Can sport make the world a better place? That is the question guiding the social scientific investigation of the sport for development and peace sector (SDP), jointly led by the University of Toronto’s Faculty of Kinesiology and Physical Education and Loughborough University in the UK.
Although SDP is experiencing rapid growth, with hundreds of programs and organizations across the world using sport as a tool to promote development, peace, human rights and social justice, little is known about how it is experienced in diverse cultural contexts.
This project investigates SDP initiatives in Kosovo, Jamaica, Sri Lanka, Rwanda and Zambia, making it the first substantial comparative study that investigators hope could lead to more robust policies, practices and strategies in the field.
KPE Assistant Professor Simon Darnell shared more details about the study’s key findings and recommendations.
What were the key issues you were looking at in terms of SDP programming in these 5 regions of the world?
The project had three main objectives. The first was to develop a better understanding of how key issues in international development are approached and addressed through the use of sport. For this, we focused on human rights, peace-building and persons with a disability, as these are topics that all receive important attention in development more broadly, but haven’t always been addressed through sport or in the context of SDP. The second objective was to conduct a comparative assessment. We wanted to know whether (and how) SDP is organized similarly and/or differently in different regions of the world. The third objective was to investigate how the SDP sector is structured globally, particularly in and through the relationships between local organizations and the international bodies (like the United Nations) and funders (like Comic Relief) that support them.
What did you find were the greatest similarities and, conversely, differences between the programs and why?
In general, we’ve found that communities, countries and regions around the world have a similar understanding of sport and its social significance. However, the ways in which sport is organized and implemented to meet development goals differs around the world, primarily because development issues and challenges are contextually specific. For example, ‘peacebuilding’ in Sri Lanka and Rwanda tends to focus on reconciliation, after the civil war and genocide respectively. In Jamaica, however, we found peacebuilding to be more focused on pursuing anti-violence, and insulating young people from the violence they might encounter, particularly in a city like Kingston. So, one of our take home messages from this study is that specific development issues require specific sport-based approaches.
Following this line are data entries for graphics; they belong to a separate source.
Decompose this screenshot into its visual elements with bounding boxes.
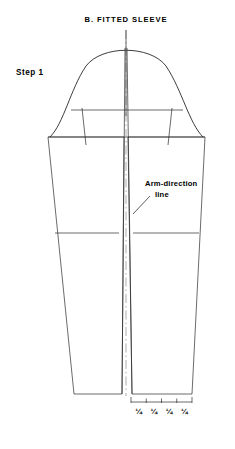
measurement-label: ¼ xyxy=(166,407,174,416)
step-label: Step 1 xyxy=(16,68,44,77)
sleeve-cap-curve xyxy=(50,50,203,137)
measurement-scale-bar xyxy=(131,397,192,403)
measurement-label: ¼ xyxy=(181,407,189,416)
pattern-diagram-sheet: B. FITTED SLEEVE Step 1 Arm-directio xyxy=(0,0,235,449)
sleeve-panel-left xyxy=(48,137,124,394)
sleeve-panel-right xyxy=(128,137,205,394)
notch-tick-right xyxy=(168,108,172,145)
notch-tick-left xyxy=(82,108,86,145)
measurement-labels: ¼¼¼¼ xyxy=(135,407,189,416)
measurement-label: ¼ xyxy=(151,407,159,416)
page-title: B. FITTED SLEEVE xyxy=(85,15,168,24)
callout-line-2: line xyxy=(155,190,169,199)
sleeve-cap-curve-group xyxy=(50,50,203,137)
measurement-label: ¼ xyxy=(135,407,143,416)
split-line-right xyxy=(127,48,132,394)
split-line-left xyxy=(122,48,125,394)
callout-line-1: Arm-direction xyxy=(145,179,198,188)
sleeve-pattern-svg: B. FITTED SLEEVE Step 1 Arm-directio xyxy=(0,0,235,449)
callout-leader-line xyxy=(133,196,150,214)
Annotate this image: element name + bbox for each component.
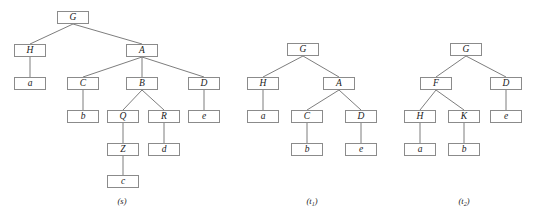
tree-node-label: D xyxy=(503,79,510,89)
tree-node-s-Q: Q xyxy=(107,110,139,123)
tree-node-label: e xyxy=(202,112,206,122)
tree-node-label: a xyxy=(418,145,423,155)
tree-node-s-R: R xyxy=(148,110,180,123)
tree-node-t1-H: H xyxy=(247,77,279,90)
tree-node-s-Z: Z xyxy=(107,143,139,156)
tree-node-t1-a: a xyxy=(247,110,279,123)
tree-edge-t2-G-to-t2-D xyxy=(466,56,506,77)
tree-edge-t2-F-to-t2-H xyxy=(420,90,436,110)
tree-node-label: a xyxy=(28,79,33,89)
tree-node-t2-b: b xyxy=(448,143,480,156)
tree-edge-t2-G-to-t2-F xyxy=(436,56,466,77)
tree-node-t2-F: F xyxy=(420,77,452,90)
tree-caption-t2: (t2) xyxy=(458,196,469,206)
tree-edge-s-B-to-s-R xyxy=(142,90,164,110)
tree-edge-s-G-to-s-H xyxy=(30,24,73,44)
tree-node-t2-a: a xyxy=(404,143,436,156)
tree-edge-s-A-to-s-C xyxy=(83,57,142,77)
tree-node-label: H xyxy=(260,79,267,89)
tree-edge-s-B-to-s-Q xyxy=(123,90,142,110)
tree-node-label: Q xyxy=(120,112,127,122)
tree-node-s-e: e xyxy=(188,110,220,123)
tree-node-t1-A: A xyxy=(323,77,355,90)
tree-figure: GHAaCBDbQReZdcGHAaCDbeGFDHKeab(s)(t1)(t2… xyxy=(0,0,533,220)
tree-edge-t1-G-to-t1-H xyxy=(263,56,303,77)
tree-node-label: G xyxy=(70,13,77,23)
tree-node-label: C xyxy=(80,79,86,89)
tree-node-label: e xyxy=(359,145,363,155)
tree-node-s-a: a xyxy=(14,77,46,90)
tree-node-label: K xyxy=(461,112,467,122)
tree-node-t1-b: b xyxy=(291,143,323,156)
tree-node-label: C xyxy=(304,112,310,122)
tree-caption-subscript: 2 xyxy=(464,201,467,207)
tree-node-label: D xyxy=(358,112,365,122)
tree-node-t2-G: G xyxy=(450,43,482,56)
tree-node-s-D: D xyxy=(188,77,220,90)
tree-node-label: G xyxy=(300,45,307,55)
tree-edge-t1-A-to-t1-D xyxy=(339,90,361,110)
tree-node-label: A xyxy=(139,46,145,56)
tree-edge-t2-F-to-t2-K xyxy=(436,90,464,110)
tree-node-s-B: B xyxy=(126,77,158,90)
tree-node-s-b: b xyxy=(67,110,99,123)
tree-node-t2-e: e xyxy=(490,110,522,123)
tree-node-label: D xyxy=(201,79,208,89)
tree-caption-subscript: 1 xyxy=(312,201,315,207)
tree-node-s-A: A xyxy=(126,44,158,57)
tree-node-label: c xyxy=(121,177,125,187)
tree-node-s-C: C xyxy=(67,77,99,90)
tree-node-label: H xyxy=(27,46,34,56)
tree-caption-s: (s) xyxy=(118,196,127,206)
tree-node-label: F xyxy=(433,79,439,89)
tree-node-t2-H: H xyxy=(404,110,436,123)
tree-node-s-c: c xyxy=(107,175,139,188)
tree-edge-s-G-to-s-A xyxy=(73,24,142,44)
tree-node-s-H: H xyxy=(14,44,46,57)
tree-node-s-G: G xyxy=(57,11,89,24)
tree-node-t1-e: e xyxy=(345,143,377,156)
tree-node-label: Z xyxy=(120,145,125,155)
tree-node-t1-D: D xyxy=(345,110,377,123)
tree-node-label: b xyxy=(305,145,310,155)
tree-edge-s-A-to-s-D xyxy=(142,57,204,77)
tree-node-label: R xyxy=(161,112,167,122)
tree-node-label: b xyxy=(462,145,467,155)
tree-node-label: B xyxy=(139,79,145,89)
tree-node-t1-G: G xyxy=(287,43,319,56)
tree-node-label: H xyxy=(417,112,424,122)
tree-node-label: e xyxy=(504,112,508,122)
tree-node-label: a xyxy=(261,112,266,122)
tree-caption-t1: (t1) xyxy=(306,196,317,206)
tree-node-s-d: d xyxy=(148,143,180,156)
tree-node-label: d xyxy=(162,145,167,155)
tree-edge-t1-G-to-t1-A xyxy=(303,56,339,77)
tree-node-label: b xyxy=(81,112,86,122)
tree-node-t2-D: D xyxy=(490,77,522,90)
tree-node-t1-C: C xyxy=(291,110,323,123)
tree-caption-close: ) xyxy=(467,196,470,206)
tree-edge-t1-A-to-t1-C xyxy=(307,90,339,110)
tree-caption-close: ) xyxy=(315,196,318,206)
tree-node-t2-K: K xyxy=(448,110,480,123)
tree-node-label: A xyxy=(336,79,342,89)
tree-node-label: G xyxy=(463,45,470,55)
tree-caption-text: (s) xyxy=(118,196,127,206)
How did these differences reflect on the SDP goals, such as youth empowerment, gender equality and conflict resolution? What effect did they have on inclusion at a larger societal level?
Most of the organizations we worked with on this study have done some form of monitoring & evaluation and (not surprisingly) all are confident that the work they are doing is having an important impact. Clearly, young people’s lives are being positively affected by many of these SDP programs operating around the world, and, in general, SDP seems to be moving more towards programs based on local needs rather than presumptions. The question of scale still needs to be addressed, though. If a small SDP program is reaching dozens of kids, and those kids are experiencing meaningful results, this doesn’t necessarily or automatically lead to larger societal changes. This is why SDP scholar Fred Coalter warns against ‘displacement of scope’ whereby we are tempted to take micro experiences and assume that they have macro effects. This isn’t to say that the positive experiences of small numbers of young people don’t matter – of course they do. However, measuring the societal impact of these experiences is difficult and takes time. Indeed, some of the research questions coming out of SDP activity are going to take years to address.
What do you take from that?
What we take from that is that sport programs have important contributions to make, but they are not a panacea for development, nor can they singlehandedly solve longstanding or generational issues of violence and inequality. Rather, sport needs to be part of long-term, sustainable and holistic approaches to the challenges of international development. This is why the inclusion of sport in the United Nations’ Sustainable Development Goals and 2030 Agenda is so significant. It signals that sport is part of a broader international development mandate, rather than a solution in and of itself.